Bhagavad Gītā Chapter 10, Verse 20: Krishna to Arjuna — Vibhūti-Yoga
I am the Self seated in the heart of every being, Arjuna; I am their beginning, their middle, and their end.
Bhāṣyakāra purports
- Śaṅkaraadvaita
I am the innermost Self (pratyag-ātmā), O Guḍākeśa (conqueror of sleep, one fit for unbroken meditation), dwelling in the heart-cave (āśaya) of all beings — not as an external deity but as the non-dual witness identical with Brahman. Because I alone am the cause (ādi), sustainer (madhya), and dissolution (anta) of all beings, I am the single object worthy of unceasing contemplation; and for those unable to sustain that formless absorption, the vibhūti-forms that follow are secondary supports for the same non-dual awareness.
divergence: Advaita refuses any real plurality between ātmā and paramātmā; 'dwelling in all beings' is not a locative fact about a personal God but a statement of non-dual identity.
- Rāmānujaviśiṣṭādvaita
I am the ātmā — the indwelling controller, sustainer, and sovereign (niyantā, śeṣī, ādhāra) — of all beings who constitute My body (śarīra-bhūtānām). As the antaryāmin I reside in their hearts not merely as witness but as the real inner ruler who drives them as machines on the wheel (yantrārūḍhāni māyayā, 18.61). All names — deva, manuṣya, pakṣī, vṛkṣa — ultimately designate Me as their ātmā, and this body-soul relation is the ground on which every vibhūti-statement in the chapter is semantically valid.
divergence: Rāmānuja preserves real plurality of jīvas as body to Bhagavān's soul; identity is real but asymmetric — the jīva is never the controller, always the controlled.
- Madhvadvaita
I, the supreme independent Lord Hari, am the ātmā of all — not because I am non-different from them, but because I am their eternal inner controller upon whom they are perpetually dependent (paratantra). The bhūtānām ādi-madhya-anta indicates My absolute sovereignty over the birth, sustenance, and dissolution of every being; the jīva's ātmā-nature is always contingent on and distinct from Me, and any conflation of the two is the root error Vedānta corrects.
divergence: Dvaita's sharpest divergence: ātmā here cannot mean identity — it means lordship over dependents. The five-fold difference (pañca-bheda) is eternal and real.
- Vallabhaśuddhādvaita
I am the ātmā — the very essence and inmost reality — of all, including the material world (prākṛta) which is My own aṃśa (portion). The address guḍākeśa signals that this contemplation requires alertness free of all torpor (nirālasyatayā eva cintanīyam). The vigraha here is not abstract: I pervade even inert matter (pṛthivī-ādi) as its indwelling self, and the aṃśa-aṃśi relationship is one of non-difference (abheda) — the world is not illusion but Kṛṣṇa's own radiant extension, to be savored as His līlā.
divergence: Śuddhādvaita insists the world is real and positive — Brahman's own substance (śuddha = unmixed, not māyic). Kṛṣṇa's ātmātva of matter is not epistemic correction but ontological fullness.
- Śrīdharabhakti
The Lord first discloses His sovereign (aiśvara) form: I, the Paramātmā endowed with omniscience (sarvajñatva) and all lordly qualities, abide as the inner regulator in the antaḥkaraṇas of all beings. Birth (janma), sustenance (sthiti), and dissolution (saṃhāra) of all creatures are entirely My doing. This verse inaugurates the vibhūti catalog by anchoring every subsequent 'I am the chief among X' in the single fact that I am the universal inner controller — recognition of the vibhūtis is therefore devotional recognition of Me.
divergence: Śrīdhara maintains personal theism without Rāmānuja's elaborate śarīra-ātmā metaphysics; the relationship is one of governance and devotion, not organic body-soul constitution.
- Madhusūdanaadvaita-bhakti
Hear first the principal object of contemplation: I am the ātmā — at once the antaryāmin (inner ruler) and the pratyag-ātmā (innermost consciousness, caitanya-ānanda-ghana) — dwelling in the heart-space of all beings. You should meditate on Me as Vāsudeva in this form. The epithet guḍākeśa signals the meditator's conquering of sleep, i.e., the attentive capacity required. For those not yet established in this formless meditation, the vibhūti-forms follow as graduated supports; yet even in those forms I am the consciousness-ground, not a separate personal deity.
divergence: Madhusūdana holds the tension Śaṅkara dissolves and Rāmānuja resolves differently: non-dual ātmā-consciousness and personal Vāsudeva are the same meditation object, not two stages.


▶ Required work
From the entries that follow, copy each line in which "JSON" appears.

▶ Extracted information
________________________

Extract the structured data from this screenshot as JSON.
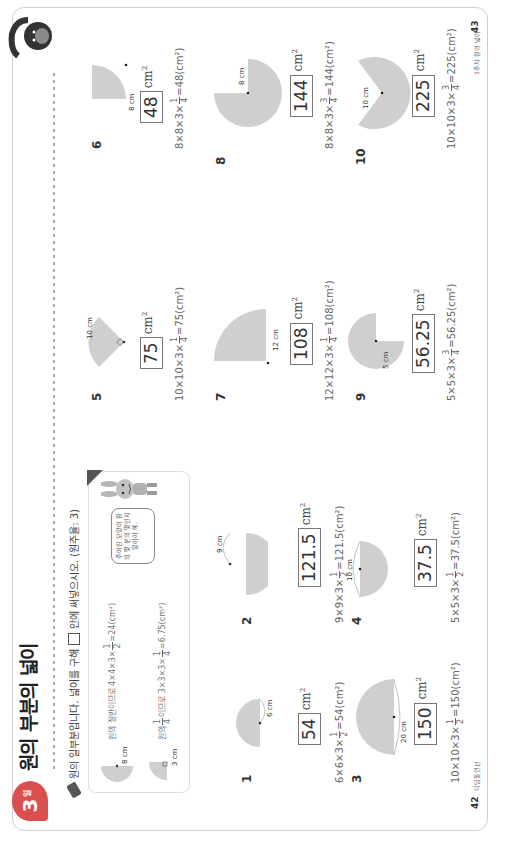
{
  "header": {
    "badge_number": "3",
    "badge_suffix": "일",
    "title": "원의 부분의 넓이",
    "instruction": "원의 일부분입니다. 넓이를 구해",
    "instruction_tail": "안에 써넣으시오. (원주율: 3)"
  },
  "example": {
    "line1": "원의 절반이므로 4×4×3×",
    "line1_frac": {
      "num": "1",
      "den": "2"
    },
    "line1_result": "=24(cm²)",
    "line1_label": "8 cm",
    "line2_prefix": "원의",
    "line2_frac_a": {
      "num": "1",
      "den": "4"
    },
    "line2_mid": "이므로 3×3×3×",
    "line2_frac_b": {
      "num": "1",
      "den": "4"
    },
    "line2_result": "=6.75(cm²)",
    "line2_label": "3 cm",
    "bubble": "주어진 모양이 원의 몇 분의 몇인지 알아야 해."
  },
  "problems": [
    {
      "number": "1",
      "label": "6 cm",
      "answer": "54",
      "unit": "cm",
      "calc_prefix": "6×6×3×",
      "frac": {
        "num": "1",
        "den": "2"
      },
      "calc_result": "=54(cm²)"
    },
    {
      "number": "2",
      "label": "9 cm",
      "answer": "121.5",
      "unit": "cm",
      "calc_prefix": "9×9×3×",
      "frac": {
        "num": "1",
        "den": "2"
      },
      "calc_result": "=121.5(cm²)"
    },
    {
      "number": "3",
      "label": "20 cm",
      "answer": "150",
      "unit": "cm",
      "calc_prefix": "10×10×3×",
      "frac": {
        "num": "1",
        "den": "2"
      },
      "calc_result": "=150(cm²)"
    },
    {
      "number": "4",
      "label": "10 cm",
      "answer": "37.5",
      "unit": "cm",
      "calc_prefix": "5×5×3×",
      "frac": {
        "num": "1",
        "den": "2"
      },
      "calc_result": "=37.5(cm²)"
    },
    {
      "number": "5",
      "label": "10 cm",
      "answer": "75",
      "unit": "cm",
      "calc_prefix": "10×10×3×",
      "frac": {
        "num": "1",
        "den": "4"
      },
      "calc_result": "=75(cm²)"
    },
    {
      "number": "6",
      "label": "8 cm",
      "answer": "48",
      "unit": "cm",
      "calc_prefix": "8×8×3×",
      "frac": {
        "num": "1",
        "den": "4"
      },
      "calc_result": "=48(cm²)"
    },
    {
      "number": "7",
      "label": "12 cm",
      "answer": "108",
      "unit": "cm",
      "calc_prefix": "12×12×3×",
      "frac": {
        "num": "1",
        "den": "4"
      },
      "calc_result": "=108(cm²)"
    },
    {
      "number": "8",
      "label": "8 cm",
      "answer": "144",
      "unit": "cm",
      "calc_prefix": "8×8×3×",
      "frac": {
        "num": "3",
        "den": "4"
      },
      "calc_result": "=144(cm²)"
    },
    {
      "number": "9",
      "label": "5 cm",
      "answer": "56.25",
      "unit": "cm",
      "calc_prefix": "5×5×3×",
      "frac": {
        "num": "3",
        "den": "4"
      },
      "calc_result": "=56.25(cm²)"
    },
    {
      "number": "10",
      "label": "10 cm",
      "answer": "225",
      "unit": "cm",
      "calc_prefix": "10×10×3×",
      "frac": {
        "num": "3",
        "den": "4"
      },
      "calc_result": "=225(cm²)"
    }
  ],
  "footer": {
    "left_page": "42",
    "left_label": "디딤돌연산",
    "right_page": "43",
    "right_label": "3주차 원의 넓이"
  },
  "colors": {
    "shape_fill": "#cfcfcf",
    "badge": "#d9504f"
  }
}
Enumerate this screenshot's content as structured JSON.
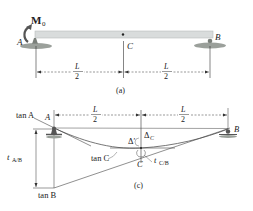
{
  "figure_a": {
    "moment_label": "M",
    "moment_sub": "0",
    "point_a": "A",
    "point_b": "B",
    "point_c": "C",
    "dim_left_num": "L",
    "dim_left_den": "2",
    "dim_right_num": "L",
    "dim_right_den": "2",
    "caption": "(a)"
  },
  "figure_c": {
    "tan_a": "tan A",
    "tan_b": "tan B",
    "tan_c": "tan C",
    "point_a": "A",
    "point_b": "B",
    "point_c": "C",
    "delta_prime": "Δ′",
    "delta_c": "Δ",
    "delta_c_sub": "C",
    "t_ab": "t",
    "t_ab_sub": "A/B",
    "t_cb": "t",
    "t_cb_sub": "C/B",
    "dim_left_num": "L",
    "dim_left_den": "2",
    "dim_right_num": "L",
    "dim_right_den": "2",
    "caption": "(c)"
  },
  "colors": {
    "beam": "#d9dcdc",
    "beam_edge": "#b8bcbc",
    "ground": "#8a8f8a",
    "line": "#333333",
    "curve": "#666666"
  }
}
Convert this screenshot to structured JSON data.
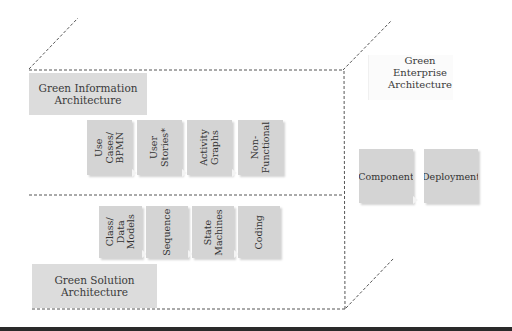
{
  "diagram": {
    "type": "layered architecture cube",
    "colors": {
      "box_fill": "#d4d4d4",
      "label_fill": "#dcdcdc",
      "dashed_line": "#555555",
      "text": "#3a3a3a",
      "bottom_rule": "#2a2a2a"
    },
    "enterprise": {
      "label": "Green\nEnterprise\nArchitecture",
      "steps": [
        {
          "label": "Component"
        },
        {
          "label": "Deployment"
        }
      ]
    },
    "information": {
      "label": "Green Information\nArchitecture",
      "steps": [
        {
          "label": "Use\nCases/\nBPMN"
        },
        {
          "label": "User\nStories*"
        },
        {
          "label": "Activity\nGraphs"
        },
        {
          "label": "Non-\nFunctional"
        }
      ]
    },
    "solution": {
      "label": "Green Solution\nArchitecture",
      "steps": [
        {
          "label": "Class/\nData\nModels"
        },
        {
          "label": "Sequence"
        },
        {
          "label": "State\nMachines"
        },
        {
          "label": "Coding"
        }
      ]
    }
  }
}
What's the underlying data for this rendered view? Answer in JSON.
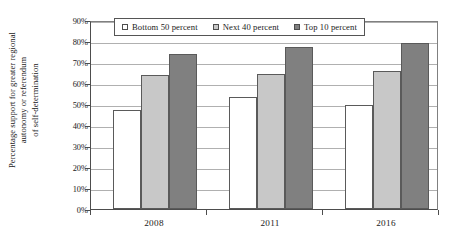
{
  "chart_data": {
    "type": "bar",
    "title": "",
    "subtitle": "",
    "xlabel": "",
    "ylabel": "Percentage support for greater regional autonomy or referendum of self-determination",
    "ylabel_lines": [
      "Percentage support for greater regional",
      "autonomy or referendum",
      "of self-determination"
    ],
    "categories": [
      "2008",
      "2011",
      "2016"
    ],
    "series": [
      {
        "name": "Bottom 50 percent",
        "values": [
          47,
          53.5,
          49.5
        ],
        "color": "#ffffff",
        "border": "#5a5a5a"
      },
      {
        "name": "Next 40 percent",
        "values": [
          64,
          64.5,
          65.5
        ],
        "color": "#c8c8c8",
        "border": "#5a5a5a"
      },
      {
        "name": "Top 10 percent",
        "values": [
          74,
          77,
          79
        ],
        "color": "#808080",
        "border": "#5a5a5a"
      }
    ],
    "ylim": [
      0,
      90
    ],
    "ytick_values": [
      0,
      10,
      20,
      30,
      40,
      50,
      60,
      70,
      80,
      90
    ],
    "ytick_labels": [
      "0%",
      "10%",
      "20%",
      "30%",
      "40%",
      "50%",
      "60%",
      "70%",
      "80%",
      "90%"
    ],
    "grid": true,
    "grid_axis": "y",
    "legend_position": "top-center-inside",
    "legend_entries": [
      "Bottom 50 percent",
      "Next 40 percent",
      "Top 10 percent"
    ],
    "annotations": []
  },
  "axis": {
    "y_tick_labels": [
      "90%",
      "80%",
      "70%",
      "60%",
      "50%",
      "40%",
      "30%",
      "20%",
      "10%",
      "0%"
    ],
    "x_tick_labels": [
      "2008",
      "2011",
      "2016"
    ]
  },
  "legend": {
    "items": [
      {
        "label": "Bottom 50 percent",
        "swatch": "#ffffff"
      },
      {
        "label": "Next 40 percent",
        "swatch": "#c8c8c8"
      },
      {
        "label": "Top 10 percent",
        "swatch": "#808080"
      }
    ]
  },
  "colors": {
    "bottom_50": "#ffffff",
    "next_40": "#c8c8c8",
    "top_10": "#808080",
    "bar_border": "#5a5a5a",
    "gridline": "#b0b0b0",
    "axis": "#4d4d4d",
    "text": "#1a1a1a",
    "background": "#ffffff"
  }
}
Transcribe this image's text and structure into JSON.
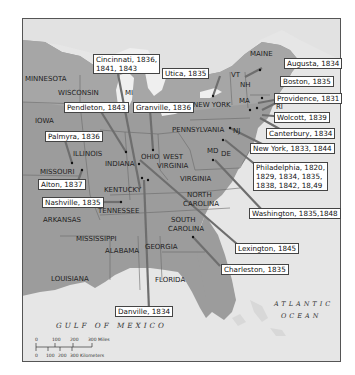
{
  "map": {
    "colors": {
      "ocean": "#e4e4e4",
      "land": "#9a9a9a",
      "land_north": "#b5b5b5",
      "lake": "#f2f2f2",
      "border": "#6a6a6a",
      "leader": "#6e6e6e"
    },
    "states": {
      "minnesota": "MINNESOTA",
      "wisconsin": "WISCONSIN",
      "mi": "MI",
      "iowa": "IOWA",
      "illinois": "ILLINOIS",
      "indiana": "INDIANA",
      "ohio": "OHIO",
      "missouri": "MISSOURI",
      "kentucky": "KENTUCKY",
      "tennessee": "TENNESSEE",
      "arkansas": "ARKANSAS",
      "mississippi": "MISSISSIPPI",
      "alabama": "ALABAMA",
      "georgia": "GEORGIA",
      "louisiana": "LOUISIANA",
      "florida": "FLORIDA",
      "west_virginia_1": "WEST",
      "west_virginia_2": "VIRGINIA",
      "virginia": "VIRGINIA",
      "north_carolina_1": "NORTH",
      "north_carolina_2": "CAROLINA",
      "south_carolina_1": "SOUTH",
      "south_carolina_2": "CAROLINA",
      "pennsylvania": "PENNSYLVANIA",
      "new_york": "NEW YORK",
      "nj": "NJ",
      "md": "MD",
      "de": "DE",
      "vt": "VT",
      "nh": "NH",
      "ma": "MA",
      "ri": "RI",
      "maine": "MAINE"
    },
    "callouts": {
      "cincinnati": "Cincinnati, 1836,\n1841, 1843",
      "utica": "Utica, 1835",
      "pendleton": "Pendleton, 1843",
      "granville": "Granville, 1836",
      "palmyra": "Palmyra, 1836",
      "alton": "Alton, 1837",
      "nashville": "Nashville, 1835",
      "augusta": "Augusta, 1834",
      "boston": "Boston, 1835",
      "providence": "Providence, 1831",
      "wolcott": "Wolcott, 1839",
      "canterbury": "Canterbury, 1834",
      "new_york": "New York, 1833, 1844",
      "philadelphia": "Philadelphia, 1820,\n1829, 1834, 1835,\n1838, 1842, 18,49",
      "washington": "Washington, 1835,1848",
      "lexington": "Lexington, 1845",
      "charleston": "Charleston, 1835",
      "danville": "Danville, 1834"
    },
    "water": {
      "gulf": "GULF OF MEXICO",
      "atlantic_1": "ATLANTIC",
      "atlantic_2": "OCEAN"
    },
    "scale": {
      "miles": [
        "0",
        "100",
        "200",
        "300 Miles"
      ],
      "kilometers": [
        "0",
        "100",
        "200",
        "300 Kilometers"
      ]
    }
  }
}
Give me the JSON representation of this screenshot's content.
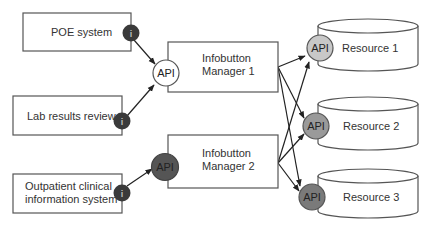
{
  "diagram": {
    "sources": [
      {
        "id": "poe",
        "label": "POE system",
        "lines": [
          "POE system"
        ],
        "infobutton": "i"
      },
      {
        "id": "lab",
        "label": "Lab results review",
        "lines": [
          "Lab results review"
        ],
        "infobutton": "i"
      },
      {
        "id": "outpatient",
        "label": "Outpatient clinical information system",
        "lines": [
          "Outpatient clinical",
          "information system"
        ],
        "infobutton": "i"
      }
    ],
    "managers": [
      {
        "id": "m1",
        "lines": [
          "Infobutton",
          "Manager 1"
        ],
        "api_label": "API",
        "api_color": "#ffffff"
      },
      {
        "id": "m2",
        "lines": [
          "Infobutton",
          "Manager 2"
        ],
        "api_label": "API",
        "api_color": "#555555"
      }
    ],
    "resources": [
      {
        "id": "r1",
        "label": "Resource 1",
        "api_label": "API",
        "api_color": "#c8c8c8"
      },
      {
        "id": "r2",
        "label": "Resource 2",
        "api_label": "API",
        "api_color": "#9a9a9a"
      },
      {
        "id": "r3",
        "label": "Resource 3",
        "api_label": "API",
        "api_color": "#7a7a7a"
      }
    ],
    "edges": [
      {
        "from": "poe",
        "to": "m1"
      },
      {
        "from": "lab",
        "to": "m1"
      },
      {
        "from": "outpatient",
        "to": "m2"
      },
      {
        "from": "m1",
        "to": "r1"
      },
      {
        "from": "m1",
        "to": "r2"
      },
      {
        "from": "m1",
        "to": "r3"
      },
      {
        "from": "m2",
        "to": "r1"
      },
      {
        "from": "m2",
        "to": "r2"
      },
      {
        "from": "m2",
        "to": "r3"
      }
    ],
    "colors": {
      "infobutton": "#3a3a3a",
      "stroke": "#555555",
      "arrow": "#222222"
    }
  }
}
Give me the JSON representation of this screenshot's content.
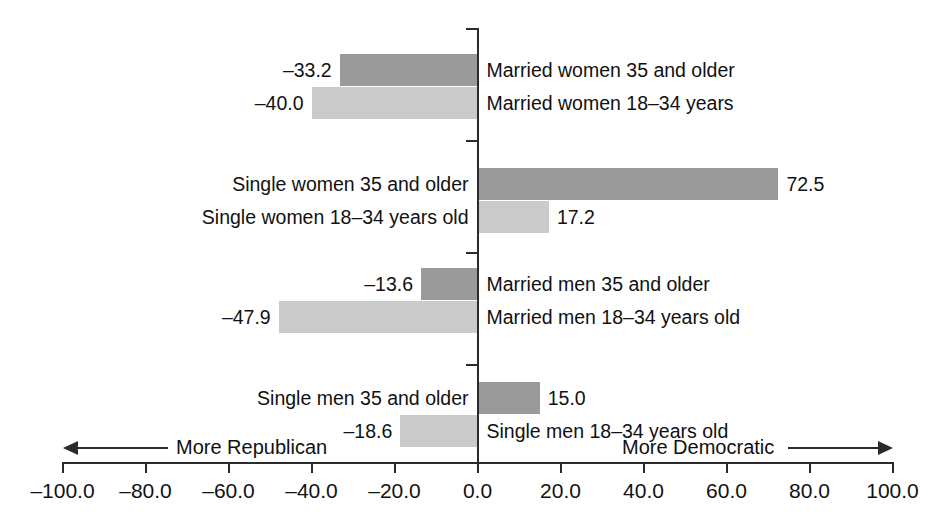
{
  "chart_data": {
    "type": "bar",
    "title": "",
    "subtitle": "",
    "xlabel": "",
    "ylabel": "",
    "orientation": "horizontal",
    "grid": false,
    "legend": "none",
    "xlim": [
      -100.0,
      100.0
    ],
    "xticks": [
      "-100.0",
      "-80.0",
      "-60.0",
      "-40.0",
      "-20.0",
      "0.0",
      "20.0",
      "40.0",
      "60.0",
      "80.0",
      "100.0"
    ],
    "xtick_values": [
      -100,
      -80,
      -60,
      -40,
      -20,
      0,
      20,
      40,
      60,
      80,
      100
    ],
    "axis_direction_left": "More Republican",
    "axis_direction_right": "More Democratic",
    "colors": {
      "older_bar": "#9a9a9a",
      "younger_bar": "#cbcbcb",
      "axis": "#2b2b2b",
      "text": "#111111",
      "background": "#ffffff"
    },
    "series": [
      {
        "name": "35 and older",
        "shade": "dark"
      },
      {
        "name": "18-34 years",
        "shade": "light"
      }
    ],
    "groups": [
      {
        "group": "Married women",
        "bars": [
          {
            "category": "Married women 35 and older",
            "value": -33.2,
            "value_label": "–33.2",
            "shade": "dark"
          },
          {
            "category": "Married women 18–34 years",
            "value": -40.0,
            "value_label": "–40.0",
            "shade": "light"
          }
        ]
      },
      {
        "group": "Single women",
        "bars": [
          {
            "category": "Single women 35 and older",
            "value": 72.5,
            "value_label": "72.5",
            "shade": "dark"
          },
          {
            "category": "Single women 18–34 years old",
            "value": 17.2,
            "value_label": "17.2",
            "shade": "light"
          }
        ]
      },
      {
        "group": "Married men",
        "bars": [
          {
            "category": "Married men 35 and older",
            "value": -13.6,
            "value_label": "–13.6",
            "shade": "dark"
          },
          {
            "category": "Married men 18–34 years old",
            "value": -47.9,
            "value_label": "–47.9",
            "shade": "light"
          }
        ]
      },
      {
        "group": "Single men",
        "bars": [
          {
            "category": "Single men 35 and older",
            "value": 15.0,
            "value_label": "15.0",
            "shade": "dark"
          },
          {
            "category": "Single men 18–34 years old",
            "value": -18.6,
            "value_label": "–18.6",
            "shade": "light"
          }
        ]
      }
    ],
    "categories": [
      "Married women 35 and older",
      "Married women 18–34 years",
      "Single women 35 and older",
      "Single women 18–34 years old",
      "Married men 35 and older",
      "Married men 18–34 years old",
      "Single men 35 and older",
      "Single men 18–34 years old"
    ],
    "values": [
      -33.2,
      -40.0,
      72.5,
      17.2,
      -13.6,
      -47.9,
      15.0,
      -18.6
    ]
  },
  "axis": {
    "ticks": [
      {
        "label": "-100.0"
      },
      {
        "label": "-80.0"
      },
      {
        "label": "-60.0"
      },
      {
        "label": "-40.0"
      },
      {
        "label": "-20.0"
      },
      {
        "label": "0.0"
      },
      {
        "label": "20.0"
      },
      {
        "label": "40.0"
      },
      {
        "label": "60.0"
      },
      {
        "label": "80.0"
      },
      {
        "label": "100.0"
      }
    ],
    "left_direction_label": "More Republican",
    "right_direction_label": "More Democratic"
  }
}
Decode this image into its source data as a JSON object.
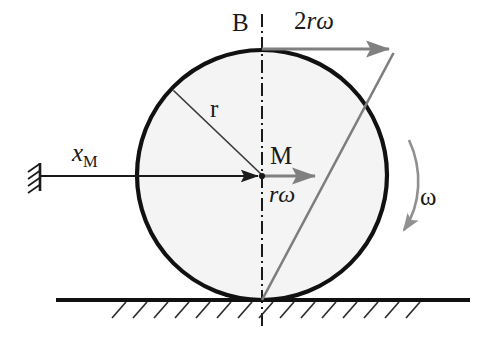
{
  "figure": {
    "type": "mechanics-diagram",
    "colors": {
      "outline": "#111111",
      "disc_fill": "#f4f4f4",
      "vector_gray": "#808080",
      "axis_black": "#1a1a1a",
      "background": "#ffffff"
    }
  },
  "labels": {
    "point_top": "B",
    "point_center": "M",
    "velocity_top": {
      "coefficient": "2",
      "radius_symbol": "r",
      "omega_symbol": "ω",
      "text": "2rω"
    },
    "velocity_center": {
      "radius_symbol": "r",
      "omega_symbol": "ω",
      "text": "rω"
    },
    "displacement": {
      "symbol": "x",
      "subscript": "M",
      "text": "x_M"
    },
    "radius": "r",
    "angular_velocity": "ω"
  },
  "geometry": {
    "disc": {
      "cx": 262,
      "cy": 175,
      "r": 125
    },
    "contact_point": {
      "x": 262,
      "y": 300
    },
    "top_point": {
      "x": 262,
      "y": 50
    },
    "ground_line": {
      "x1": 56,
      "x2": 470,
      "y": 300
    },
    "center_axis": {
      "x": 262,
      "y1": 14,
      "y2": 326
    },
    "wall_support": {
      "x": 40,
      "y_top": 164,
      "y_bottom": 190
    },
    "vector_xM": {
      "x1": 40,
      "y1": 176,
      "x2": 262,
      "y2": 176
    },
    "vector_romega": {
      "x1": 262,
      "y1": 176,
      "x2": 321,
      "y2": 176
    },
    "vector_2romega": {
      "x1": 262,
      "y1": 49,
      "x2": 395,
      "y2": 49
    },
    "velocity_profile_line": {
      "x1": 262,
      "y1": 300,
      "x2": 393,
      "y2": 54
    },
    "radius_line": {
      "x1": 262,
      "y1": 175,
      "x2": 173,
      "y2": 90
    },
    "omega_arc": {
      "start_x": 410,
      "start_y": 140,
      "end_x": 403,
      "end_y": 235
    }
  }
}
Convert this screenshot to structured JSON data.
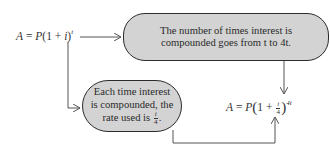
{
  "diagram": {
    "type": "flow",
    "formula_start": {
      "lhs": "A",
      "eq": " = ",
      "p": "P",
      "open": "(1 + ",
      "i": "i",
      "close": ")",
      "exponent": "t"
    },
    "box_top": {
      "line1": "The number of times interest is",
      "line2": "compounded goes from t to 4t."
    },
    "box_bottom": {
      "line1": "Each time interest",
      "line2": "is compounded, the",
      "line3_prefix": "rate used is ",
      "frac_num": "i",
      "frac_den": "4",
      "line3_suffix": "."
    },
    "formula_end": {
      "lhs": "A",
      "eq": " = ",
      "p": "P",
      "one_plus": "1 + ",
      "frac_num": "i",
      "frac_den": "4",
      "exponent": "4t"
    },
    "colors": {
      "box_fill": "#d3d3d3",
      "box_stroke": "#2c2c2c",
      "line": "#444444",
      "text": "#2a2a2a"
    }
  }
}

________________________

▶ Solution
Extract the structured data from this screenshot as JSON.
Enumerate this screenshot's content as structured JSON.
Convert this screenshot to structured JSON data.
What's the underlying data for this rendered view? Answer in JSON.
Transcribe this image's text and structure into JSON.
Give me the JSON representation of this screenshot's content.
Give me the JSON representation of this screenshot's content.
Decode this image into its source data as a JSON object.
Convert this screenshot to structured JSON data.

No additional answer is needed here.